Old newcomers making big impacts in college basketball

There are a lot of old newcomers making a splash this season in college basketball.

ACC top scorer Alondes Williams for Wake Forest and Pac-12 leader Terrell Brown Jr. at Washington are both senior transfers who joined their new teams this season. The same goes for the leading scorers for four of the 10 teams in the Big 12.

With the extra season of eligibility available to everyone because of the pandemic and players being able to go into the transfer portal and play right away elsewhere, there were a lot of changes on rosters across the country. About 1,700 players went into the portal last offseason.

“I think every coach kind of deals with that nowadays with people stepping in, playing right away and being new to campus,” Baylor coach Scott Drew said.

The leading scorers in the SEC and Big East are also seniors, but in their second season on the court since changing schools. JD Notae transferred to Arkansas from Jacksonville, and had to sit out the 2019-20 season before the altered transfer rules. Javon Freeman-Liberty went to DePaul after two seasons at Valparaiso.

Reigning national champion Baylor added graduate transfer point guard James Akinjo from Arizona after the trio of talented guards, Jared Butler, Davion Mitchell and MaCio Teague, left for the pros.

Mitchell and Teague had been transfers who had to redshirt for a season before debuting with the Bears during the 2019-20 season, when they set a Big 12 record with 23 consecutive wins before the NCAA Tournament was canceled because of the pandemic. Akinjo is the Big 12 assists leader and was Baylor’s top scorer before falling hard on his tailbone at the end of game Jan. 11 and missing two of the last four games.

“Davion and MaCio, those guys got to be on scout team for a whole year, learn the other team’s offenses and defenses, see them up close and in person. And then build relationships with the team,” Drew said. “Everybody now, it’s kind of like trying to get married in the first month. Normally, you date a couple years.”

Brown was an in-conference transfer going to Washington after one season at Arizona, where he had gone as a graduate transfer from Seattle University. He started only nine games and averaged 7.3 points for the Wildcats, but now leads the Pac-12 at 20.9 points a game.

Before going to Wake Forest, Williams played two junior college seasons and spent two seasons at Oklahoma, where his highest-scoring game was 15 points against Gonzaga in last year’s NCAA Tournament. The 6-foot-5 guard has scored 20 points in 11 games this season, and is the only player in the country averaging at least 20 points, five rebounds and five assists a game.

“He’s one of those Burger King All-Americas that likes to kick McDonald’s (butt),” Wake Forest coach Steve Forbes recently said in describing Williams.

Williams leads the ACC in scoring (20.4 per game) and assists (5.1). No player has led that league in both of those categories in the same season since it started tracking assists a half-century ago. No first-year transfer has ever led the ACC in scoring.

Notae averaged 13 points a game while starting only one game at Arkansas last season for an Elite Eight team. He now scores 19 points for a team that has won five SEC games in a row and has four other seniors: three graduate transfers and starting guard Au’Diese Toney, who started for Pittsburgh the past three seasons.

Oscar Tshiebwe, a 6-foot-9 junior post for No. 12 Kentucky after being a two-year starter at West Virginia, is fifth in the SEC at 16.3 points a game and leads the nation with 15.3 rebounds a game.

Izaiah Brockington, who leads No. 23 Iowa State and ranks third in the Big 12 at 16.9 points a game, started his college career at St. Bonaventure, then had to sit out a year after transferring to Penn State, where he played two seasons before going to Ames.

Bryson Williams, the leading scorer for Texas Tech at 13.7 points, had 33 points in a double-overtime loss at Kansas earlier this week. After two seasons each at Fresno State and UTEP, he is one of four senior transfers playing key roles in their first season for the No. 13 Red Raiders.

Only one of the eight Division I transfers added by TCU is listed as a senior, but at least two of them are sophomores that the Horned Frogs had heavily recruited out of high school. TCU’s 13 wins are already one more than last season.

“The joke is now is you want to come in second when you’re recruiting. … so when they transfer,” TCU coach Jamie Dixon said.

Recruiting had surely changed, with as much or more focus now put on transfer players than those in high school, which often means getting more experienced and older players.

“I think college basketball at our level, our league and the Power 5s is, going to be better because you’re not going be playing young guys,” Dixon said. “I have embraced it. I’m all for it.”

___ AP Basketball Writers Aaron Beard and John Marshall, and AP Sports Writer John Zenor contributed to this report.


* _REQUIREMENT_: A single number is required: how many lines in the records below contain "steep".

* _WORKING DATA_:
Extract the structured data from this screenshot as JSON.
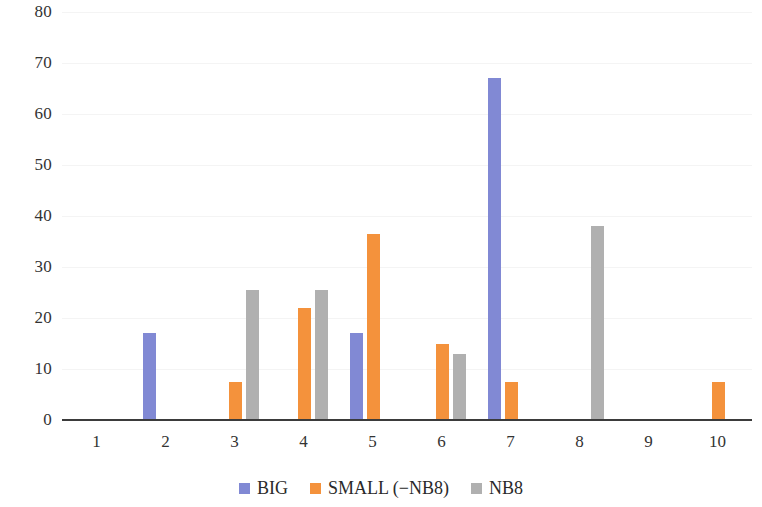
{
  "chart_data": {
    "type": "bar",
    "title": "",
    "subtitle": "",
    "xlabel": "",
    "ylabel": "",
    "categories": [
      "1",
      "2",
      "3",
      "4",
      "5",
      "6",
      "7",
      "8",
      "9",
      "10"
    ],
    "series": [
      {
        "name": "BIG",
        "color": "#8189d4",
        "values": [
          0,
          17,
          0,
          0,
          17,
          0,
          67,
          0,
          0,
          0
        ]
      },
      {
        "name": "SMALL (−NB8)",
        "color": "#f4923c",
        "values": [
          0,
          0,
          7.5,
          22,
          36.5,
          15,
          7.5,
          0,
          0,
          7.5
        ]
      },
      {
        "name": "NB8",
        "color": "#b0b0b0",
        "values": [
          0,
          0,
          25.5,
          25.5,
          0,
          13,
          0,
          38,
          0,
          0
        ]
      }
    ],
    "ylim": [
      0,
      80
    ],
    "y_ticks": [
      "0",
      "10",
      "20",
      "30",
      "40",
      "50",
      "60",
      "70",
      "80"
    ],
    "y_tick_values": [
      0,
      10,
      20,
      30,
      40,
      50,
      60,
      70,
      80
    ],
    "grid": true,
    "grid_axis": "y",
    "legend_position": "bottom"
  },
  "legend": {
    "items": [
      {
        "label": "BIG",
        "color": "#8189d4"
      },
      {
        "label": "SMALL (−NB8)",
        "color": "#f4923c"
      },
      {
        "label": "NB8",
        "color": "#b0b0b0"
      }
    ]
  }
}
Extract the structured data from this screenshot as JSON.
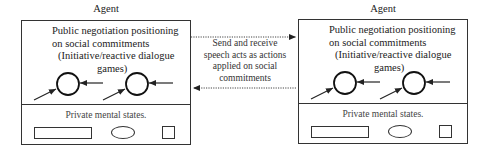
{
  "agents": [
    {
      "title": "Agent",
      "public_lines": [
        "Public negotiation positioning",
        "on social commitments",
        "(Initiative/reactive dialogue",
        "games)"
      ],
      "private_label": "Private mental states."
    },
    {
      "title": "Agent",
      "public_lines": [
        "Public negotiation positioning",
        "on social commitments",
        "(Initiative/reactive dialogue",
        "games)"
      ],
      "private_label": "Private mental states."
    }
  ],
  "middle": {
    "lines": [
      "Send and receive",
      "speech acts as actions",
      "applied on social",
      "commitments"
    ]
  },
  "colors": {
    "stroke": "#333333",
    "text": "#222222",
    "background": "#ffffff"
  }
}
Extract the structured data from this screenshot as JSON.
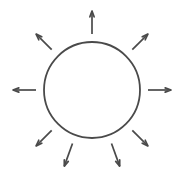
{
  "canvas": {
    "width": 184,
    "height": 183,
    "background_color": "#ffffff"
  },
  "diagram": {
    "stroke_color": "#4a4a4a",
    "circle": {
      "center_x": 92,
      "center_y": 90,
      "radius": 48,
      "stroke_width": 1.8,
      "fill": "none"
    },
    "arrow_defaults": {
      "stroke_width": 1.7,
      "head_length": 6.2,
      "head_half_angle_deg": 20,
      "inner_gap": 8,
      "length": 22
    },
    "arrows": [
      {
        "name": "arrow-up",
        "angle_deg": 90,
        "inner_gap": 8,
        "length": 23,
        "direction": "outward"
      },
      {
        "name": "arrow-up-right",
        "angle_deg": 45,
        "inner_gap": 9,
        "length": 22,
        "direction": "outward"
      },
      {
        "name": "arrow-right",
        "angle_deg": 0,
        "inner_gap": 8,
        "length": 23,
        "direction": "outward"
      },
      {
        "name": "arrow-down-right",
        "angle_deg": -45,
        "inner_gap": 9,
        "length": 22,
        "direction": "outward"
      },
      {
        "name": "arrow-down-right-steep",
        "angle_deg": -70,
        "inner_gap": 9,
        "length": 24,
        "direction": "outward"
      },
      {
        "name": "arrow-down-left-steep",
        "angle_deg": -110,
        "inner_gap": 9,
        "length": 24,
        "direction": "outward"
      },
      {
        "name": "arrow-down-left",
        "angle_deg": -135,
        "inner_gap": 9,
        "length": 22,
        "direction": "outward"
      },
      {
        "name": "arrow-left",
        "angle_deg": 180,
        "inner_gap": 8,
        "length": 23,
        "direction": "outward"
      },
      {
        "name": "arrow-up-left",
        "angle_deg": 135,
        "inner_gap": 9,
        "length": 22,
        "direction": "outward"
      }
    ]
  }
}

---

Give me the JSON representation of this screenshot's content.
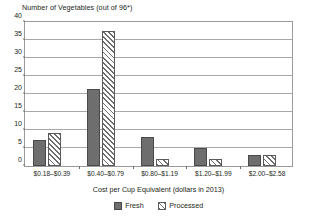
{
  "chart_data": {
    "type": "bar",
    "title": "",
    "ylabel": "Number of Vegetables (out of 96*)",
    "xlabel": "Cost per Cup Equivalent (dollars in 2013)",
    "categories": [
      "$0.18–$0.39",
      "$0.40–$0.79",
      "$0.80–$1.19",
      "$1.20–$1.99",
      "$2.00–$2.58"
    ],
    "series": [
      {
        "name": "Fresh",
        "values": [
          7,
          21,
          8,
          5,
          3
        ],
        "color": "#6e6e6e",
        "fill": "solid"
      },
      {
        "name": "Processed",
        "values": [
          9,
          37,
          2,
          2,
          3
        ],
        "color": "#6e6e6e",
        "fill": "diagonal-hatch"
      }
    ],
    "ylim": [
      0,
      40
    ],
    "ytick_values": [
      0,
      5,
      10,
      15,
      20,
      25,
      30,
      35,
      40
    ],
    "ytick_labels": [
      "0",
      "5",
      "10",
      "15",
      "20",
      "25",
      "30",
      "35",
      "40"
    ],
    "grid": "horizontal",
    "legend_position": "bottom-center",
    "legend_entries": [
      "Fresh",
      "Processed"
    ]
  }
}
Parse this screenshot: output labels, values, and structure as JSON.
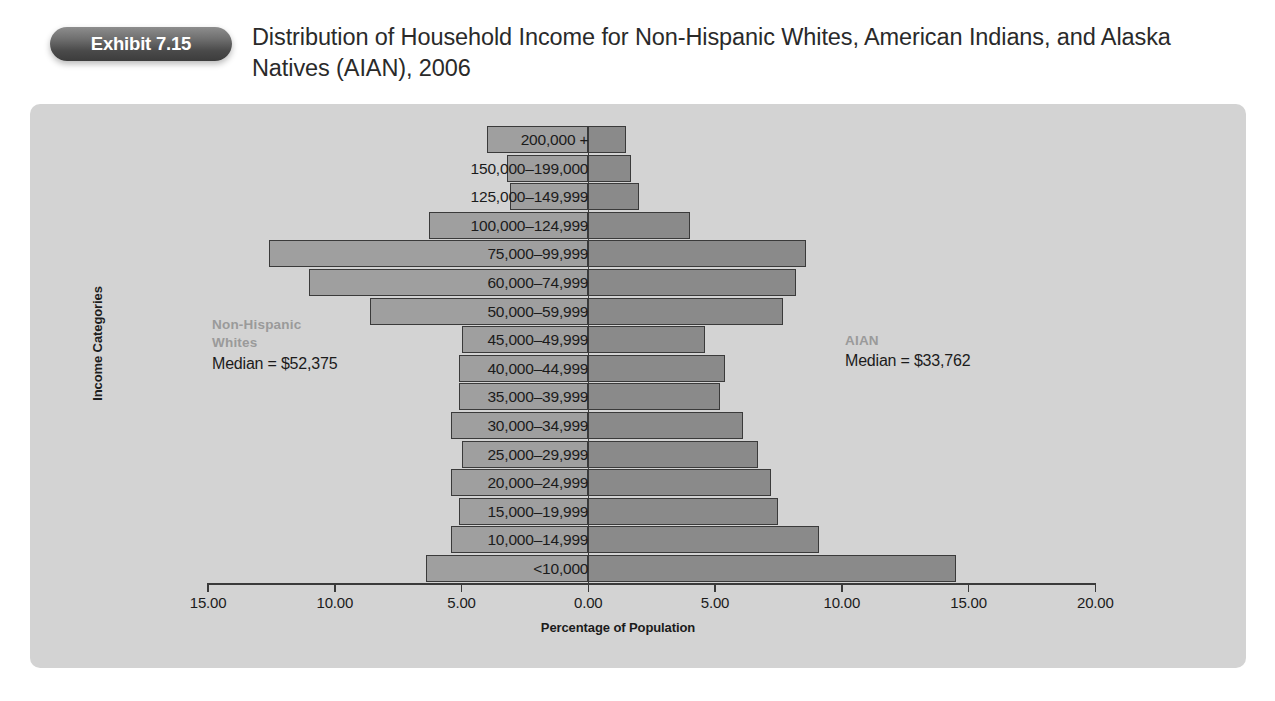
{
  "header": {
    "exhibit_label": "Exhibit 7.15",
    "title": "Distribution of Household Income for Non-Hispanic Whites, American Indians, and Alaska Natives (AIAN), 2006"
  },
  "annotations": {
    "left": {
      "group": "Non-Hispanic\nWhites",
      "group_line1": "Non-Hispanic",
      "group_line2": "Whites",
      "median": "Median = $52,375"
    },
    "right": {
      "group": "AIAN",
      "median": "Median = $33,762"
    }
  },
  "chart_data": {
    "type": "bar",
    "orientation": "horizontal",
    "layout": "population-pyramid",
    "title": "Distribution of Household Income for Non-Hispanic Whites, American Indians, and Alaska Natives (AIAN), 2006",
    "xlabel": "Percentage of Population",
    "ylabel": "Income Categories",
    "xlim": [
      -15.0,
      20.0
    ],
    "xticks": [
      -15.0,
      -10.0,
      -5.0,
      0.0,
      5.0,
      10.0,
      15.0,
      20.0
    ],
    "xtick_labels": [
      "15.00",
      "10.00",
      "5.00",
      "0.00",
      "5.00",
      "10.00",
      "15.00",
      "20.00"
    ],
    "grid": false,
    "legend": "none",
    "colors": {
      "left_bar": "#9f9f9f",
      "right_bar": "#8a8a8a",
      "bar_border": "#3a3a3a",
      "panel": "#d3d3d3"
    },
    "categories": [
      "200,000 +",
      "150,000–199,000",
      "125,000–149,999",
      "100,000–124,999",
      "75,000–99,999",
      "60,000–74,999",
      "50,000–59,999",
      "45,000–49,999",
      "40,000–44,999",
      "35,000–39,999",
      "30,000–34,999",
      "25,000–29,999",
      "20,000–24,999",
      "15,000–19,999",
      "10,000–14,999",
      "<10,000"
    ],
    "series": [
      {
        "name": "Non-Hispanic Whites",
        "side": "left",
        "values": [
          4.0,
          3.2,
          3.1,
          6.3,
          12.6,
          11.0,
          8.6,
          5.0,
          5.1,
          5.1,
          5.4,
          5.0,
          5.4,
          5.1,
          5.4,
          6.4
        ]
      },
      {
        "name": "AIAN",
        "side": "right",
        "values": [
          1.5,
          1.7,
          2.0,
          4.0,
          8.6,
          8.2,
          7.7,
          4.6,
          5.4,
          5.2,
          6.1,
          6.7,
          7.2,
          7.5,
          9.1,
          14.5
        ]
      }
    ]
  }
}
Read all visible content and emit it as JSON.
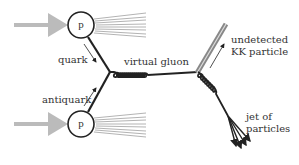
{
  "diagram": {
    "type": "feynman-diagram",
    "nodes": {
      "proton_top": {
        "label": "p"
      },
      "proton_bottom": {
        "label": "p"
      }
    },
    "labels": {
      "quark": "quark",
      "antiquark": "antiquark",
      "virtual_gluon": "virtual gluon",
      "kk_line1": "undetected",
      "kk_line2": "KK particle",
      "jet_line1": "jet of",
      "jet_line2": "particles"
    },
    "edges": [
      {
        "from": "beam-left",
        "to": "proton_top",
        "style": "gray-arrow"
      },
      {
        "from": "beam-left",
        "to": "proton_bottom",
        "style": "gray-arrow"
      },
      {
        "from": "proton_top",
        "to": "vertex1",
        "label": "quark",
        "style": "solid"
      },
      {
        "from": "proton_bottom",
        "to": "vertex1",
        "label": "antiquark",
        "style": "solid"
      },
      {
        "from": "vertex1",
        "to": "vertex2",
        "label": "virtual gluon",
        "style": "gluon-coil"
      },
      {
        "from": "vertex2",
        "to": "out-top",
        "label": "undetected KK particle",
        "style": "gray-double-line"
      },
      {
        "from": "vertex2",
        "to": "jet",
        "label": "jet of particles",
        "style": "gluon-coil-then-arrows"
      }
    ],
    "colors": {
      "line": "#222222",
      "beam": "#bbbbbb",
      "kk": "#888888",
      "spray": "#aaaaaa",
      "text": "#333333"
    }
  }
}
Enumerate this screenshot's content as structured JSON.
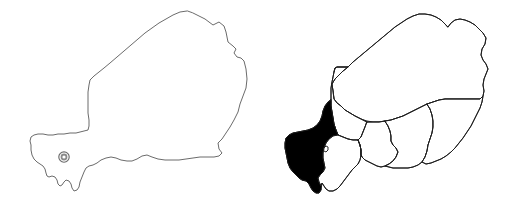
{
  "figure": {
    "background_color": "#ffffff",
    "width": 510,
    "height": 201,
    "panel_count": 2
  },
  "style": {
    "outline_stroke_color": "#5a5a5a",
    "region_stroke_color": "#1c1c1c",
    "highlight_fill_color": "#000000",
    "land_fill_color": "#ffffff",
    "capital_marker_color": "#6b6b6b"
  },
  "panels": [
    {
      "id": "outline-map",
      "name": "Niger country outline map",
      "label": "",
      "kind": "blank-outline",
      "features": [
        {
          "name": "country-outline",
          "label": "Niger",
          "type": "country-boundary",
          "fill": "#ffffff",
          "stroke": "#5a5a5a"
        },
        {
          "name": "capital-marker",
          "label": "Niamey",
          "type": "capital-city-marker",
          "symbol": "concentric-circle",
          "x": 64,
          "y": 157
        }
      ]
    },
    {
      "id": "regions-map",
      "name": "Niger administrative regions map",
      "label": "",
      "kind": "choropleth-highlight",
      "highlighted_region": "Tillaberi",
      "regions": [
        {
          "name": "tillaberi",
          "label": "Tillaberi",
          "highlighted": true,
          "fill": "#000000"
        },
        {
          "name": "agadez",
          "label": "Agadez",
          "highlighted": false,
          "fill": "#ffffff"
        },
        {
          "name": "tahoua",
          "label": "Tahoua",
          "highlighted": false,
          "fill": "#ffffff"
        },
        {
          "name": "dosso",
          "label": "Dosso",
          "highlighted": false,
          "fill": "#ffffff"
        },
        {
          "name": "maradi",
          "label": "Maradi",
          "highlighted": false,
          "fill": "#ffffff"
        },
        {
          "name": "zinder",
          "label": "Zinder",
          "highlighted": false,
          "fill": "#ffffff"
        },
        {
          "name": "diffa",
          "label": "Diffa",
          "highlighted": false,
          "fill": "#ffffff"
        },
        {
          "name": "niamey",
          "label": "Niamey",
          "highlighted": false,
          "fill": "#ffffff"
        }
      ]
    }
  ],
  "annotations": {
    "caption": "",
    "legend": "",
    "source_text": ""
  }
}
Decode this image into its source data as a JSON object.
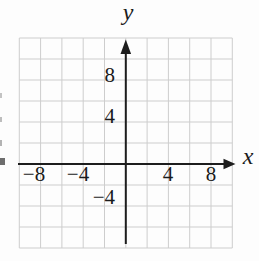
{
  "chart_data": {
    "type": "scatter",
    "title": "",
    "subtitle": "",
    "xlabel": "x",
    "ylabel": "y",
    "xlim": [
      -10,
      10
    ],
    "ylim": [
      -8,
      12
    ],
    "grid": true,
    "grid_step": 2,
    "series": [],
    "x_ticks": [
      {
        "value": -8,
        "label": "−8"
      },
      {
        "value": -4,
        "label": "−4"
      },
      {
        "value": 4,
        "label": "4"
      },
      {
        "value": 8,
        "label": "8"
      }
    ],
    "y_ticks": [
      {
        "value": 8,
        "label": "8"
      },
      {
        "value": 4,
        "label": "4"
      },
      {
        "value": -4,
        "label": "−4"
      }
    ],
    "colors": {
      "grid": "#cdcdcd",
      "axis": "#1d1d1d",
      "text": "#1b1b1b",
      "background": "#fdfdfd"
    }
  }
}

* * *

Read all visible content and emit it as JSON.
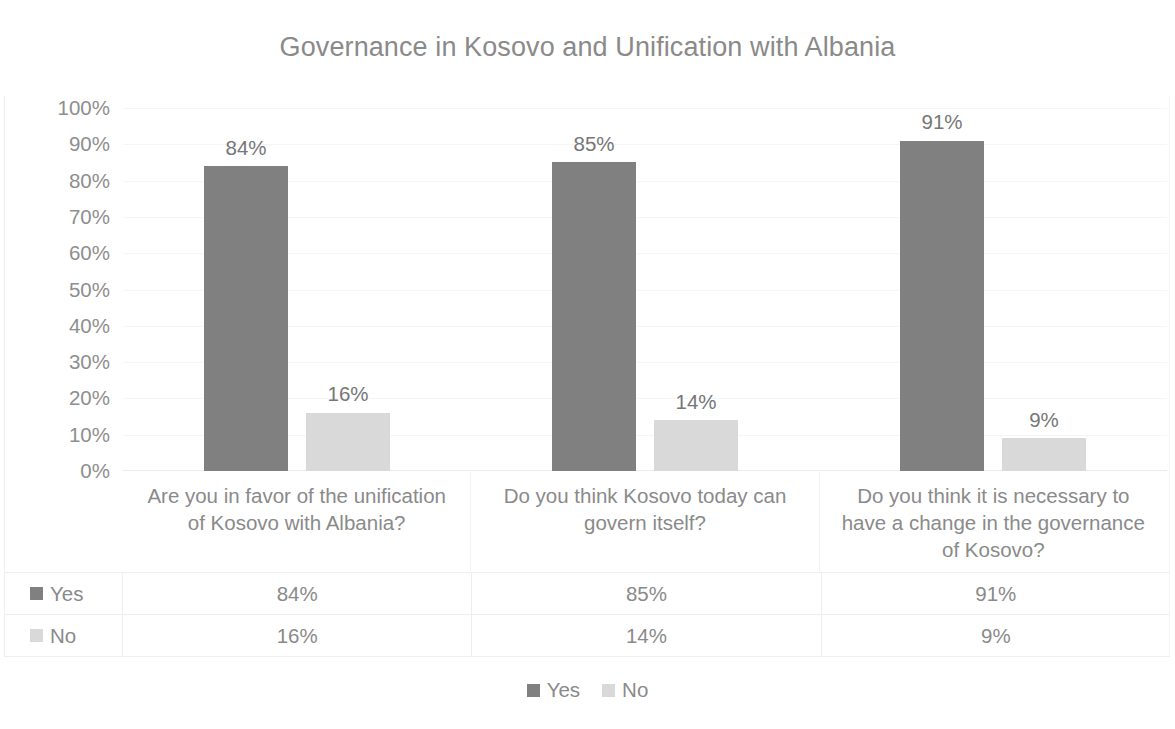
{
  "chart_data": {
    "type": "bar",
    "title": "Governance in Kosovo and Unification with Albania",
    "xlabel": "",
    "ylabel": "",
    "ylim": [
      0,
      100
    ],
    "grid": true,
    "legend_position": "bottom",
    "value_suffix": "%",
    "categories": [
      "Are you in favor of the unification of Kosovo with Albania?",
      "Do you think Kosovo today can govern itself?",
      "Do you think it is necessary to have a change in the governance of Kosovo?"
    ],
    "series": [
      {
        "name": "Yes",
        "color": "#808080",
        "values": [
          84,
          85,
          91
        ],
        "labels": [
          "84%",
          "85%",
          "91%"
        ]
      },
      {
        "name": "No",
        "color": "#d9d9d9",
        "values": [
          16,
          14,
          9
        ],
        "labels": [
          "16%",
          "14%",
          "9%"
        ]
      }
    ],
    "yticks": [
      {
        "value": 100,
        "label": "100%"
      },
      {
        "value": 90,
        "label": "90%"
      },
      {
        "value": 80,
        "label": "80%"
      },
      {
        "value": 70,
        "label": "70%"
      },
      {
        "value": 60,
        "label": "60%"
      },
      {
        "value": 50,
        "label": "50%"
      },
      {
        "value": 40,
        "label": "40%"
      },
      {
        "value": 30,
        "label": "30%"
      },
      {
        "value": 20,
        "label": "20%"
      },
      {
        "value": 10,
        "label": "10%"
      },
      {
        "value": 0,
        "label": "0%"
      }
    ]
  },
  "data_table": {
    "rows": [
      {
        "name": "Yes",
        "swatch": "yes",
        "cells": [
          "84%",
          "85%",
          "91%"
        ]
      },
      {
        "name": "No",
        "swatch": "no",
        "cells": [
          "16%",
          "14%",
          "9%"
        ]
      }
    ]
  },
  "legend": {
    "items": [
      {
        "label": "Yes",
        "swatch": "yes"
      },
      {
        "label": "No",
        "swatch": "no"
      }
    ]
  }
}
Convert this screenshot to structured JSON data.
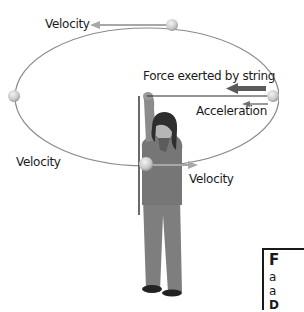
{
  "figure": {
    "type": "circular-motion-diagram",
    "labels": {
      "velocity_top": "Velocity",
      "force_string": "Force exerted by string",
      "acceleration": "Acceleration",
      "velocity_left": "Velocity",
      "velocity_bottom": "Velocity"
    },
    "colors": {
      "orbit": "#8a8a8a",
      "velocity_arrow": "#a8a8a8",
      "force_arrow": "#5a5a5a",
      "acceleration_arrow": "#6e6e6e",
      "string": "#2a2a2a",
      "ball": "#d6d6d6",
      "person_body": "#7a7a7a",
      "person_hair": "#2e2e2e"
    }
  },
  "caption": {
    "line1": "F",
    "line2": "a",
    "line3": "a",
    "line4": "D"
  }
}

* _RESPONSE TO THE EXERCISE_: 2